What exactly "wrong" is we can speculate until we overcompensate and convince ourselves nothing's wrong at all, or until we're tossing and turning at night wondering what we did wrong to skew their growth progress.

Beatrice started walking at around 11 months, but she didn't crawl until 17 months. Bryce crawled between 7-8 months and walked at around 11 months. When my mother reminded me that my sister and I walked before we crawled, I didn't feel so out of sorts about Bea not crawling sooner.

Now that Bea has started preschool, which she loves, there's a real deficit that's been called to our attention, one that we already knew was there but now it stands out more amongst her toddler peers and her teachers have pointed it out as well.

She has a speech delay. What specifically that means, a maturation delay or expressive language disorder or whatever, we just don't know yet. Six months ago our pediatrician told us she was fine and already had the right pronunciation skills for her age, but she hasn't progressed much since.

Now, she has normal intelligence and comprehension (if not above normal -- she is the smartest toddler in the world you know), normal hearing, good emotional relationships and normal articulation skills. In fact, even the speech therapist she saw this week concurred on all those points. And when we talk about Bea in front of her about not talking enough, her level of communication kicks up a notch.

However, Bea just doesn't string as many words together into three-word+ sentences as other children do at three years old. Bea still has to have a comprehensive evaluation with the speech therapist next month and will more than likely be going to her for the next few months.

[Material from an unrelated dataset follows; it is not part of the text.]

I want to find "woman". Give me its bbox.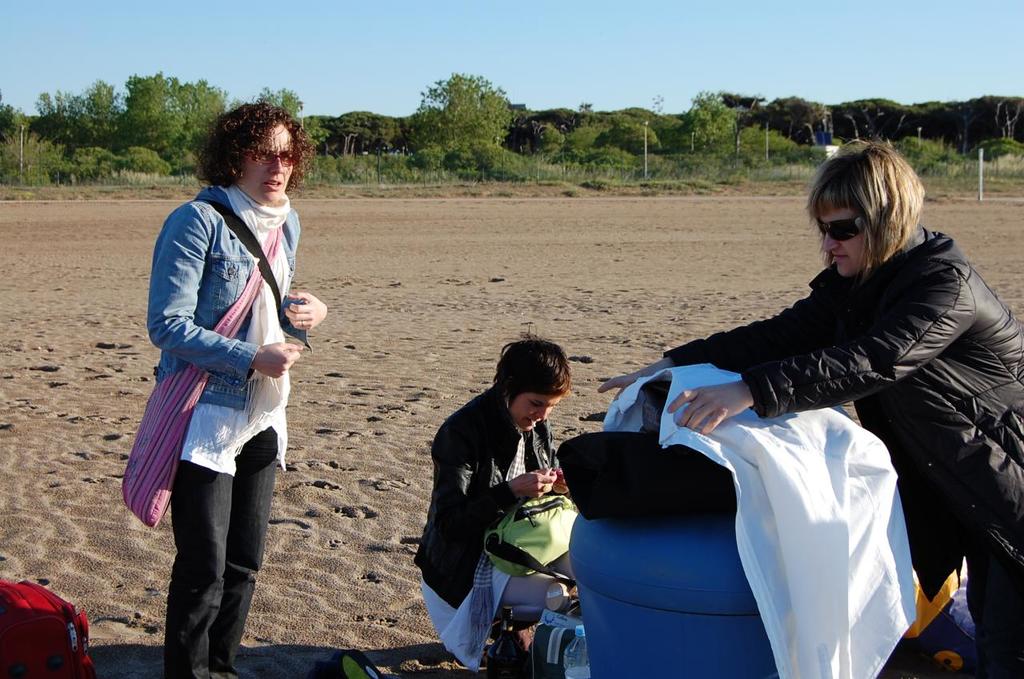
bbox=[412, 329, 580, 678].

What throws people who meet her for the first time is that she's tall for her age; she's mistaken for upwards of four years old. But when she talks, it's more baby-like than clear and simple phrases others her age speak. We've been told more than once that she most likely regressed when Bryce was born and this speech delay has slowed potty training too. Ack.

When Bea was only a few months old our pediatrician requested we get an ultrasound of her head because it was in the very high percentile of size for her young age. The results showed that her brain ventricles were enlarged but there was no other action taken by the doctors. The traumatic birth her and Mama went through included the vacuum on Bea's head that popped off two times before we got her out the third time (a Caesarean was next), so who knows if that had something to do with it early on, but at this point we may never know if any permanent damage was done.

We've always talked with Beatrice and read her stories and told her stories. She even learned sign language early on and still signs please when we ask her to say please. Yes, she watches TV and plays games, watches videos and reads stories on our, I mean her iPod and iPad, but we're also very active and engaging outside as well, always verbal, always loving.

For me and a past that occasionally haunts, there's always the fear of what we do wrong with our children, when all we ever want is for them is to be all right.